Role-based access control
Role-based access control (RBAC) is a method of assigning permissions to users based on their roles. Consider using RBAC in the following scenarios:
- You have multiple users with different access needs: RBAC is ideal when users need varying permissions based on roles, such as admin, editor, or viewer.
- You need to simplify permission management: It's efficient for managing large groups of users by assigning roles rather than setting permissions individually.
- Your app serves different departments or teams: It's useful in scenarios where different groups require distinct levels of access to resources.
Understand how Role-based access control work
Permissions(Scopes)
Permission refers to the authorization to access a [API resource]. In the real world, entities such as orders, products, and documents can be designated as resources, and various actions can be assigned.
Examples of permissions, including the ability to edit an order, read a document, and delete a product, are as follows:
write:orders
read:documents
delete:products
The above figure shows the permission read:item
in resource https://api-1.store.io
is different from the permission read:item
in resource https://api-2.store.io
.
If no API Resource is provided, permission will be treated as "for OIDC". Usually this is not what you want in RBAC.
Roles
Roles are a grouping of permissions that can be assigned to users. They also provide a way to aggregate permissions defined for different APIs, making adding, removing, or adjusting permissions more efficient than assigning them individually to users.
Here's an example of an order_admin
role with several permissions for two resources:
It's OK to have permission overlap between roles.
Example: An online bookstore
Let's say you have an online bookstore to manage. Here, we greatly simplify the access control model for demonstration purpose.
The model is divided to two major API Resources: orders and products. They have different resource indicators as below:
- Orders:
https://api.store.io/orders
- Products:
https://api.store.io/products
For each resource, you'd like to separate permissions into read, write, and delete. So you define six permissions in total:
https://api.store.io/orders
- Permission
read:order
- Permission
write:order
- Permission
delete:order
- Permission
https://api.store.io/products
- Permission
read:product
- Permission
write:product
- Permission
delete:product
- Permission
Here's the illustration of this model:
You want to have two types of admin, order admin and product admin:
- Order admin can manage orders and see products (as orders consist of products), but cannot manage products.
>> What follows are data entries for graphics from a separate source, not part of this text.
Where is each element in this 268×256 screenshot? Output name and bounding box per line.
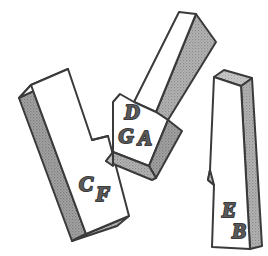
label-G: G	[118, 124, 133, 148]
label-F: F	[95, 182, 110, 206]
label-B: B	[231, 219, 246, 243]
figure-canvas: C F D G A	[0, 0, 268, 256]
figure-svg: C F D G A	[0, 0, 268, 256]
label-A: A	[136, 126, 152, 150]
piece-right-vertical-bar: E B	[208, 70, 262, 249]
label-C: C	[79, 172, 94, 196]
label-D: D	[123, 100, 139, 124]
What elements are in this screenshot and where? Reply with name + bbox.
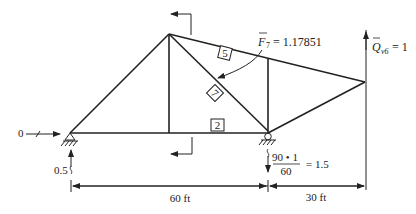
svg-text:7: 7	[266, 41, 270, 50]
dimension-left-span: 60 ft	[170, 192, 190, 204]
section-cut-bottom	[171, 137, 192, 154]
unit-load-qv6: Q v6 = 1	[366, 30, 408, 190]
truss-diagram: 5 7 2 F 7 = 1.17851 0 0.5	[0, 0, 416, 214]
member-left-diagonal	[70, 34, 169, 133]
section-cut-top	[171, 14, 191, 35]
svg-text:F: F	[257, 35, 266, 49]
right-reaction: 90 • 1 60 = 1.5	[267, 149, 329, 177]
svg-text:Q: Q	[372, 40, 381, 54]
left-vertical-reaction: 0.5	[54, 150, 72, 176]
svg-text:60: 60	[281, 165, 293, 177]
left-horizontal-reaction: 0	[18, 127, 60, 139]
svg-text:v6: v6	[381, 47, 389, 56]
dimension-right-overhang: 30 ft	[306, 191, 326, 203]
svg-text:= 1.17851: = 1.17851	[273, 35, 322, 49]
member-label-7: 7	[207, 85, 224, 102]
member-label-5: 5	[218, 46, 233, 61]
svg-text:90 • 1: 90 • 1	[272, 151, 298, 163]
right-roller-support	[259, 133, 276, 145]
svg-text:= 1: = 1	[392, 40, 408, 54]
left-pin-support	[61, 133, 78, 146]
svg-text:= 1.5: = 1.5	[306, 158, 329, 170]
svg-text:2: 2	[215, 119, 221, 131]
member-lower-right	[268, 82, 365, 133]
svg-text:0.5: 0.5	[54, 164, 68, 176]
svg-text:0: 0	[18, 127, 24, 139]
member-label-2: 2	[211, 119, 224, 131]
member-diagonal-7	[169, 34, 268, 131]
svg-text:5: 5	[222, 47, 228, 59]
force-f7-annotation: F 7 = 1.17851	[218, 33, 322, 78]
- Product admin can manage products, and they should not be aware of any orders.
So you create two roles, order_admin
and product_admin
, with the permissions:
order_admin
https://api.store.io/orders
read:order
,write:order
,delete:order
https://api.store.io/products
read:product
product_admin
https://api.store.io/products
read:product
,write:product
,delete:product
Here's the illustration of these two roles:
It's OK to assign both order_admin
and product_admin
to a user, then they will have all six permissions you just defined.
Note the order admin shares the permission read:product
with the product admin, and the final permissions that a user holds is the union of all permissions from the roles they has been assigned.